Ditch Your Expensive Lawn: Calculate Your Savings with a Piedmont Prairie
They reduce maintenance costs, lower water use, and shrink carbon emissions while creating healthier, more resilient landscapes.
Most of us know that meadows — what we call Piedmont Prairies — are better for the environment than traditional turf. You can see it in the life they support: birds, pollinators, and thriving soil instead of empty green space.
But the benefits go far beyond biodiversity.
Use the Carbon Calculator at the bottom of this article to get a realistic breakdown of carbon, water, and money savings based on your own lawn or green space.
What if your landscape could also lower operating costs, reduce resource use, and deliver measurable environmental impact — whether it's a front yard, a community common area, or a corporate campus?
That's exactly what happens when turf is replaced with prairie.
Beyond Biodiversity
Prairies don't just support more life — they actively reduce costs, cut resource use, and improve the resilience of the landscape over the long term.
Reduce CO₂ Emissions
Gas mowers emit roughly 4 times more pollution per hour than cars. And a traditional lawn needs to be mowed 25 to 40 times per year. An established Piedmont Prairie needs just one cut — which means eliminating dozens of engine-hours annually. That reduction is real, and it can be quantified.
Prairies also don't need chemical fertilizers, which require significant industrial energy to manufacture and distribute.
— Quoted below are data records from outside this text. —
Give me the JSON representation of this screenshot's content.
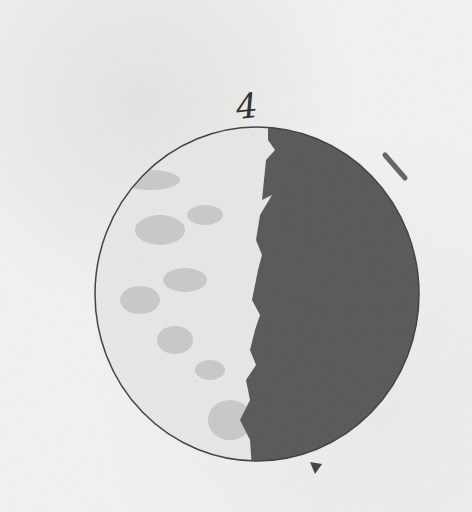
{
  "image": {
    "subject": "Hand-drawn sketch of the Moon phase",
    "label": "4",
    "colors": {
      "paper": "#f3f3f2",
      "dark_side": "#555555",
      "lit_side": "#e6e6e4",
      "outline": "#444444"
    }
  }
}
Eliminating that input removes another source of embedded emissions from your landscape.
Beyond Reducing CO₂
Piedmont Prairie plants grow much deeper roots than turfgrass and — once established — grow to maturity instead of being cut repeatedly. That means they capture and sequester more carbon than lawns do. Your net CO₂ reduction is actually higher than what the calculator shows.
Reduce Water Costs
Piedmont Prairies don't need irrigation. They adapt to rainfall. When you eliminate irrigation, you cut costs in multiple ways: the direct cost of water used, the energy cost of running the system, and potentially the upfront cost of irrigation infrastructure if you haven't installed it yet.
Beyond Reducing Water Use
Meadows and prairies build deeper, more porous soil than lawns — which are often laid over compacted subsoil. Water infiltrates more deeply, feeding roots and staying in place rather than washing onto roads and into stormwater systems. This reduces flooding risk, mitigates drought, and helps restore local aquifers.
Reduce Maintenance Costs
Once established, prairies and meadows need no fertilizers, herbicides, or pesticides — and little labor beyond a single annual cut and some edge weeding if desired. If you pay for mowing, blowing, and pest management services, those costs largely disappear.
Beyond the Cost Savings
By eliminating synthetic fertilizers and pesticides, you also stop degrading soil quality from their salt content, and stop burdening rainwater runoff with pollutants before it reaches storm drains and waterways.
Carbon & Savings Calculator
Enter the size of the lawn or green space you'd like to convert. Adjust the optional fields to match your situation. The calculator will show estimated annual savings in CO₂, water, and dollars.
Next Steps
Try the calculator above to see how much you could save if your existing or planned landscape shifts from predominantly turfgrass to Piedmont Prairie. The numbers don't include the harder-to-measure benefits — carbon sequestration by deep prairie roots, reduced stormwater load, restored soil health, improved wildlife habitat — but those are just as real.